Small boat gangs have not been smashed – the numbers make that plain | Politics | News

Reaching British waters is no longer the hard part. Once here the balance tilts decisively in one direction. Accommodation at public expense, legal aid on request, years of appeals and slim chance of being sent home.
Deterrence collapsed as the legal framework weighed against enforcement.
Human rights law is no longer a sparingly applied restriction, but has become the logic that governs the system itself. With the ECtHR at the center of the decision-making mechanism, illegal migration ceases to be an aberration and becomes structural.
Unless this architecture changes, nothing the Labor Party announces will change the outcome.
Migrants are crossing the Channel because Labor refuses to deport them when they arrive. Only 5% of illegal entries have been removed since Labor took office. This is the pull factor and the crossings continue until deportations begin.
Labor limited themselves to cosmetic adjustments. Agreements that do not bring people back, gestures abroad that do not correct domestic sanctions, shifting responsibility externally without addressing the fundamental weakness.
The French aren’t on board with Labour’s comeback trick, the German deal is a farce and Starmer still won’t close the door.
Regaining control requires the willingness to take action. Only the Conservatives are prepared to do what is necessary.
Through our BORDERS Plan we will leave the ECHR and ECAT, ban asylum and other protection claims from illegal entrants, establish our deportation power, increase the number of deportations to 150,000 a year, end the appeals merry-go-round. This is the scale needed to regain control.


= REQUIRED ACTION =
Copy each line of the entries that contains the word "axis".

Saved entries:
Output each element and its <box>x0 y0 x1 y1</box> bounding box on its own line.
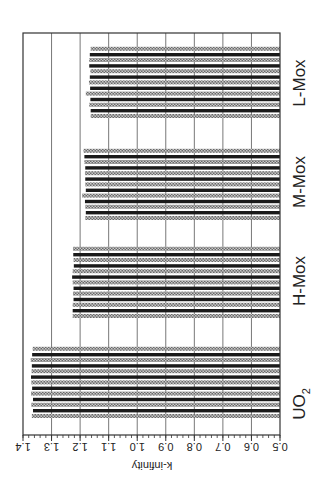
bar-h-mox <box>74 264 280 267</box>
bar-uo2 <box>33 347 280 351</box>
bar-h-mox <box>73 314 280 318</box>
bar-m-mox <box>85 216 280 220</box>
bar-m-mox <box>85 166 280 169</box>
bar-l-mox <box>90 87 280 90</box>
bar-uo2 <box>31 392 280 396</box>
bar-uo2 <box>31 375 280 378</box>
bar-h-mox <box>73 280 280 284</box>
tick-label: 0.7 <box>215 441 230 453</box>
bar-h-mox <box>73 303 280 307</box>
bar-l-mox <box>91 47 280 51</box>
y-axis-tick-labels: 1.41.31.21.11.00.90.80.70.60.5 <box>15 441 287 453</box>
bar-h-mox <box>72 275 280 278</box>
tick-label: 0.8 <box>187 441 202 453</box>
tick-label: 1.1 <box>101 441 116 453</box>
bar-h-mox <box>73 269 280 273</box>
bar-h-mox <box>73 247 280 251</box>
tick-label: 1.3 <box>44 441 59 453</box>
bars <box>31 47 280 418</box>
bar-m-mox <box>84 155 280 158</box>
bar-m-mox <box>82 194 280 198</box>
bar-uo2 <box>32 387 280 390</box>
bar-uo2 <box>33 409 280 412</box>
bar-l-mox <box>90 75 280 78</box>
bar-l-mox <box>89 103 280 107</box>
bar-uo2 <box>31 358 280 362</box>
bar-h-mox <box>74 298 280 301</box>
bar-m-mox <box>86 189 280 192</box>
bar-m-mox <box>85 205 280 209</box>
bar-uo2 <box>32 364 280 367</box>
bar-m-mox <box>85 171 280 175</box>
bar-h-mox <box>74 258 280 262</box>
category-label-l-mox: L-Mox <box>290 59 309 107</box>
bar-uo2 <box>31 380 280 384</box>
bar-h-mox <box>73 309 280 312</box>
bar-h-mox <box>73 253 280 256</box>
bar-l-mox <box>89 80 280 84</box>
bar-m-mox <box>86 211 280 214</box>
category-label-uo2: UO2 <box>290 388 312 420</box>
bar-m-mox <box>85 177 280 180</box>
bar-m-mox <box>84 149 280 153</box>
bar-uo2 <box>32 414 280 418</box>
tick-label: 1.2 <box>72 441 87 453</box>
category-label-m-mox: M-Mox <box>290 156 309 208</box>
rotated-chart: 1.41.31.21.11.00.90.80.70.60.5 k-infinit… <box>0 0 324 492</box>
bar-uo2 <box>31 403 280 407</box>
bar-l-mox <box>89 64 280 67</box>
tick-label: 1.4 <box>15 441 30 453</box>
bar-m-mox <box>85 182 280 186</box>
tick-label: 1.0 <box>130 441 145 453</box>
bar-m-mox <box>84 160 280 164</box>
bar-l-mox <box>91 109 280 112</box>
bar-chart: 1.41.31.21.11.00.90.80.70.60.5 k-infinit… <box>0 0 324 492</box>
bar-l-mox <box>89 58 280 62</box>
bar-h-mox <box>74 287 280 290</box>
bar-m-mox <box>85 200 280 203</box>
bar-uo2 <box>32 369 280 373</box>
category-label-h-mox: H-Mox <box>290 255 309 306</box>
bar-uo2 <box>33 398 280 401</box>
tick-label: 0.6 <box>244 441 259 453</box>
tick-label: 0.5 <box>272 441 287 453</box>
bar-l-mox <box>90 53 280 56</box>
bar-l-mox <box>86 92 280 96</box>
y-axis-title: k-infinity <box>131 460 172 472</box>
bar-l-mox <box>90 69 280 73</box>
y-axis-ticks <box>23 435 280 441</box>
bar-uo2 <box>32 353 280 356</box>
bar-l-mox <box>90 98 280 101</box>
bar-l-mox <box>91 114 280 118</box>
bar-h-mox <box>73 292 280 296</box>
tick-label: 0.9 <box>158 441 173 453</box>
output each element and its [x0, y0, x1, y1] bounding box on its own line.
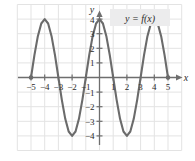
y-tick-label: 4 — [90, 15, 95, 25]
x-axis-label: x — [183, 72, 189, 83]
graph-figure: −5−4−3−2−112345 −4−3−2−11234 x y y = f(x… — [0, 0, 195, 161]
coordinate-plane: −5−4−3−2−112345 −4−3−2−11234 x y y = f(x… — [0, 0, 195, 161]
y-tick-label: −1 — [85, 88, 95, 98]
x-tick-label: 1 — [111, 82, 116, 92]
y-tick-label: 3 — [90, 29, 95, 39]
x-tick-label: −3 — [54, 82, 64, 92]
x-tick-label: −2 — [67, 82, 77, 92]
curve-endpoint-dot — [29, 75, 34, 80]
x-tick-label: −5 — [26, 82, 36, 92]
curve-label-group: y = f(x) — [110, 9, 170, 26]
y-axis-label: y — [89, 4, 95, 15]
y-tick-label: −2 — [85, 102, 95, 112]
x-tick-label: 3 — [138, 82, 143, 92]
x-tick-label: 5 — [166, 82, 171, 92]
y-tick-label: 1 — [90, 58, 95, 68]
y-tick-label: −3 — [85, 117, 95, 127]
x-tick-label: 2 — [125, 82, 130, 92]
curve-endpoint-dot — [166, 75, 171, 80]
x-tick-label: −4 — [40, 82, 50, 92]
y-tick-label: −4 — [85, 131, 95, 141]
y-tick-label: 2 — [90, 44, 95, 54]
curve-label: y = f(x) — [124, 13, 156, 25]
x-tick-label: 4 — [152, 82, 157, 92]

= EXPECTED ANSWER =
y-axis-tick-labels: 1.41.31.21.11.00.90.80.70.60.5 <box>15 441 287 453</box>
y-axis-title: k-infinity <box>131 460 172 472</box>
y-axis-ticks <box>23 435 280 441</box>
x-axis-label: x — [183, 72, 189, 83]
y-axis-label: y — [89, 4, 95, 15]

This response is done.